Plus, no development framework will make people do the right thing or prevent them from choosing an abysmal architecture.
I love agile, but then again as someone who is often involved in user interface design, finding the optimal design, unlike solving a math problem, requires prototypes. It can't just be spec'ed with the correct solution.
Kyle, I agree.
Nice Post Cary. You prompted me to write a post on the issue of DBAs and Agile with what I hope is some friendly advice on how DBAs can bridge the divide and ensure they can work with Agile teams.
Robin (good to have so many Rob[iy]ns!),
Thank you for your comment and for letting me know about your blog. I like your article!
Riddle:What is the difference between a terrorist and a methodologist?
While you're thinking, I'd like to suggest that the reason there is a backlash against "agile" is similar to why N Wirth found the GOTO statement harmful: It is far too easy for naive amateurs to create a Gordian Knot of spaghetti. Of course naive amateurs can also create a disaster with an if-then-else/do while language. It just takes longer. Likewise a horrible software product created by a waterfall process. Thinking Clearly (yours, I think) on the other hand can be the secret sauce that will make any reasonable method create successful programs, projects, and products.
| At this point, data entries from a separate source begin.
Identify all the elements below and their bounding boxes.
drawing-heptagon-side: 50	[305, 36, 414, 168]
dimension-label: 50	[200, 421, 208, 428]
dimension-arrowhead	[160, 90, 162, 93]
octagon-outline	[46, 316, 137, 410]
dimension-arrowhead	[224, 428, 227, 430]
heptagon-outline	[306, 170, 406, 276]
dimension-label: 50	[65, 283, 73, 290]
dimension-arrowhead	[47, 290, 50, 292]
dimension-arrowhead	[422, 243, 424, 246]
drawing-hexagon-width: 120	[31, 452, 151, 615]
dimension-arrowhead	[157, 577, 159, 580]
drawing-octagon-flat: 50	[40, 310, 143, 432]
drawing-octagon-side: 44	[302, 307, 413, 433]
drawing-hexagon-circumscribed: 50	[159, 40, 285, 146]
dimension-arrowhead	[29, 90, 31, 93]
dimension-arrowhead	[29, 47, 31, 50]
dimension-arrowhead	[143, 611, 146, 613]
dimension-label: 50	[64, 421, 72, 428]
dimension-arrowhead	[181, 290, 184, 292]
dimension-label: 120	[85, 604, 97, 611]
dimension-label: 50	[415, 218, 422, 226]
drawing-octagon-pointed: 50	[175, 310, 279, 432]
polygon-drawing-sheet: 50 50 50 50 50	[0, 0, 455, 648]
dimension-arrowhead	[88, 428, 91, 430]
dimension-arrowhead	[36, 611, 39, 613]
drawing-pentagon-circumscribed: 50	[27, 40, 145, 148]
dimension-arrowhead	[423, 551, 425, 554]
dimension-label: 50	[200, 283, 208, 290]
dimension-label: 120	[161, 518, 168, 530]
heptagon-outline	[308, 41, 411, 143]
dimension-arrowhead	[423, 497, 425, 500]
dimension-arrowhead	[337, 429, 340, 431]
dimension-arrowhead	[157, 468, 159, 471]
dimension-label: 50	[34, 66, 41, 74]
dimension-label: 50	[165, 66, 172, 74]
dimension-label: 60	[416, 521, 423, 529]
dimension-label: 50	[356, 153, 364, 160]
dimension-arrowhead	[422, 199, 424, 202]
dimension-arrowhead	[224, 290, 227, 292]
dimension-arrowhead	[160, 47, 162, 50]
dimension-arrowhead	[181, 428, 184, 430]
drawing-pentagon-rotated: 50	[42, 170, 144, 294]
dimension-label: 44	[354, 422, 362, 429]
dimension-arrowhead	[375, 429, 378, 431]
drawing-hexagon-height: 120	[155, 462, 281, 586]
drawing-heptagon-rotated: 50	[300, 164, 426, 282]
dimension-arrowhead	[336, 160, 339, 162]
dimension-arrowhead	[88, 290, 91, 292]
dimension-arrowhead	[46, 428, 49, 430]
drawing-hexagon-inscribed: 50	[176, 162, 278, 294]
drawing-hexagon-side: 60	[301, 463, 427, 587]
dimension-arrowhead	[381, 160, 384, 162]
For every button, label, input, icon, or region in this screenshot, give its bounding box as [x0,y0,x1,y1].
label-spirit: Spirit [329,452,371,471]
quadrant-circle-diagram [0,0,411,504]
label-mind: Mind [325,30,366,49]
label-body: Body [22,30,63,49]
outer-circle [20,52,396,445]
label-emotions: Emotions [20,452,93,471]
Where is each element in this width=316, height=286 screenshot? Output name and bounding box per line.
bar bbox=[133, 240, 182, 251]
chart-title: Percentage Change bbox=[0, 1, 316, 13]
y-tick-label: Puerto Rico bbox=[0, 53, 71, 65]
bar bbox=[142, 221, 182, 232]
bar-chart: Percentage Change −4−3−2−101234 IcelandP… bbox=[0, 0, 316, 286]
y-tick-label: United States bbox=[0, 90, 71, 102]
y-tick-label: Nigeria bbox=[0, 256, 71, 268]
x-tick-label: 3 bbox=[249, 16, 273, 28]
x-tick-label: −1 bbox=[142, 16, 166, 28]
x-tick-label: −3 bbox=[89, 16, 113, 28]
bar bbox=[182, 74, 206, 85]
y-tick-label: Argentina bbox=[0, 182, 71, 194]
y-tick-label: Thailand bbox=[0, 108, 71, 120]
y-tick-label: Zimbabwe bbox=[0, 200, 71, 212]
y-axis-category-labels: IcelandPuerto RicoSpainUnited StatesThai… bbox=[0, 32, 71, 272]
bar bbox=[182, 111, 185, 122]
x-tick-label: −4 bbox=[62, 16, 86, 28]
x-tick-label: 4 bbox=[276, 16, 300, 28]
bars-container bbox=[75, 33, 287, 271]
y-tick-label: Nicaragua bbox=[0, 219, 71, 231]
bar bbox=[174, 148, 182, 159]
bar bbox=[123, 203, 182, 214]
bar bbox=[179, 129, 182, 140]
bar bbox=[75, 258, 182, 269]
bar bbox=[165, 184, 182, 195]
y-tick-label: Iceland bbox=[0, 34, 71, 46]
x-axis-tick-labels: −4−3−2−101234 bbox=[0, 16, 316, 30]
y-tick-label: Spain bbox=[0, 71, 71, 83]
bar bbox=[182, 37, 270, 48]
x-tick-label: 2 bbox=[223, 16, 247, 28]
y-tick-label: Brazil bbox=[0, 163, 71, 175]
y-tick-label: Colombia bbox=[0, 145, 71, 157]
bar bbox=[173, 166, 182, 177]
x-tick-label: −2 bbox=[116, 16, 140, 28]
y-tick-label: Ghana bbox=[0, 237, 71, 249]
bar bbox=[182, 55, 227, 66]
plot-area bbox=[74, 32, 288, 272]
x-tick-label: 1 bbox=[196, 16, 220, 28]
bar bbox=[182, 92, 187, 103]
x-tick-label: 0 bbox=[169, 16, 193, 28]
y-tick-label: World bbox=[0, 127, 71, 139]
Thinking Clearly, perhaps especially with Agile, is what helps you avoid box canyons where you have to throw a lot away to get that next new feature. One of the most beautiful programs I ever saw was written by Tom Kurtz as an illustration of numerical methods. All it did was invert a matrix avoiding round-off error by creating a paired set of integer numerators and denominators. It was also a better illustration of the matrix inversion method than the textbook. (Just like your regression test being the design document [together with the right answers, I suppose]). It had a lot of GOTO statements, but of course every GOTO was part of an if-then-else or case statement simulation, a loop construct, or an error condition exit. That, of course did not prevent other people from writing a lot of spaghetti in BASIC6. A good method can make it take more effort to really screw things up, and Thinking Clearly together with a good method will tend toward success. The "dirty word" is because people who don't know what the heck they are doing try to convince people who are trying to help them that they fail to see the Emperor's New Clothes because they don't grasp the method. This is similar to Chris Dates' set piece about being told he just doesn't get why objects cannot be described in the relational model.
Sigh. You don't need to hide your liking for Agile from me. If the people plan to Think Clearly, I'll be happy to use Agile.
Answer: You can negotiate with terrorists. (I first heard this from Floyd Parks)
Firstly I agree with the author in regards to the differences in perception between software developers and business departments.
However, all that is happening in the world of software development is a rebranding of the Emperors clothes. The proof of the pudding is in the eating and when you scratch the surface, the same mentality continues but with shorter cycle but it's now called 'Agile' - simply by reducing the requirements per development cycle.
Nothing has changed except for the surface with the introductions of scrums etc.
Lastly, isn't Agile itself a rebranding of RAD - Rapid Application Development?